Until these questions are answered, no amount of Monitoring & Evaluation can claim a reform is truly sustainable.
Monitoring and Evaluation versus Reality
M&E might tell you that 500 teachers were trained. But it won't tell you whether those teachers are still applying new methods five years later, or whether they have the ongoing support to keep improving. Without follow-up, training often risks becoming a one-off event rather than a lasting change in practice.
M&E might report that 10 new qualifications were developed. But it won't reveal if employers are actually using them to hire, promote, or recognise workers. Too often, employer participation in the TVET reform ecosystem is treated as an afterthought or a tick-box exercise. Yet this is the critical link: skills only matter when they translate into meaningful contributions to the workforce. Qualifications are not just pieces of paper; they are tangible evidence of an individual's ability and skill set, and when trusted, they are invaluable to both the learner and the employer.
M&E might indicate that a range of new TVET qualifications and systems were introduced. But it won't ask whether they are being updated, maintained, or trusted once the donor-funded support has disappeared. A database that looks impressive in the final report is meaningless if nobody is trained, or paid, to keep it alive.
A Better Way to Think about Success
If we really want to measure reform, we need to look for evidence that goes beyond activity counts and donor reports. True success is visible when:
Employers remain engaged and continue to shape curricula.

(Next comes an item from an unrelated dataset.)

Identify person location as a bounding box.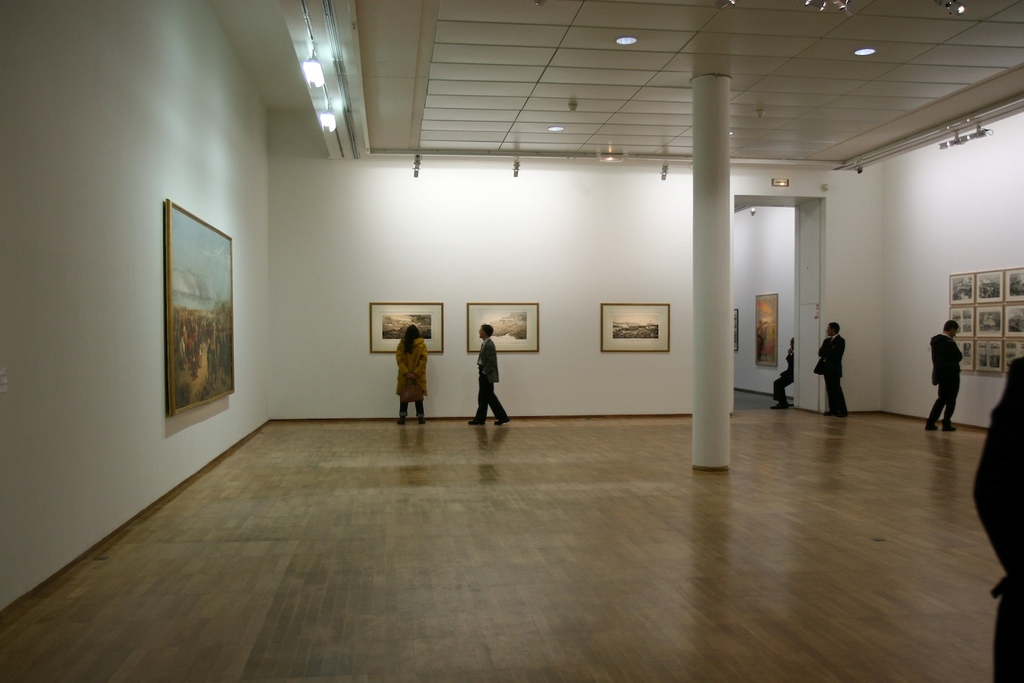
bbox=[926, 315, 962, 428].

Engagement isn't about showing up at a consultation meeting; it's about employers taking real ownership of qualifications, standards, and training design. When businesses recognise the value of TVET, they invest their time and resources, knowing it directly improves their workforce.
Young people trust TVET enough to enrol and stick with it. Enrolment numbers rise when TVET is viewed as a genuine pathway to opportunity, rather than a second-choice option. Retention rates improve when learners believe the system will actually lead to decent jobs and future prospects. Trust is the real currency of reform.

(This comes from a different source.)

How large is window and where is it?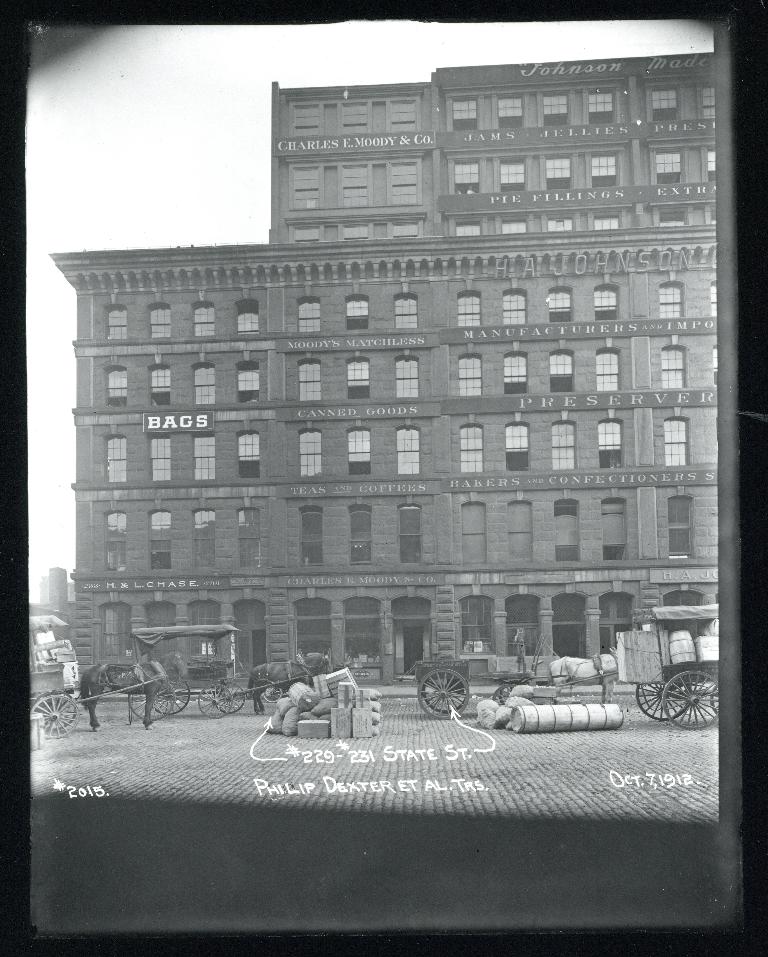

Teachers feel proud, skilled, and supported. TVET reforms live or die in the classroom and workshop. If teachers have the training, resources, and recognition they deserve, they pass on not only technical knowledge but also motivation and confidence to learners. Sustainable reform is impossible without teachers at its core.
The system is resilient to political changes or donor fatigue. A reform is only truly successful when it continues to function despite shifts in government or the end of external funding. If structures, policies, and practices are so deeply embedded that they persist beyond the political cycle, then the reform has transitioned from a project to an institution.
That's the real test of reform: not the number of workshops delivered or reports submitted, but the difference made to lives, institutions, and economies long after the project closes.
Closing Reflection: So yes, Monitoring and Evaluation has its place. It helps track deliverables and outputs, providing accountability. But let's not kid ourselves, this is not the same as measuring sustainable success.
And let's be honest: global donor funding for TVET reforms needs to be far more accountable. With the decline of traditional players like USAID, governments shifting resources towards military spending, and the growing uncertainty caused by economic and political unrest, every dollar or euro invested in skills has to demonstrate lasting value. We can no longer afford reforms that collapse the moment external funding dries up.
In my view, we need to start asking harder questions. Not just "Did we deliver?" but "Will it last? Will it grow? Will it matter in ten years?"
That's the difference between a TVET reform that looks good on paper and a reforming project that genuinely changes the future of skills and work.
And that's exactly why, in my next blog, I'll explore the key indicators that really show when TVET reform is delivering for the long term.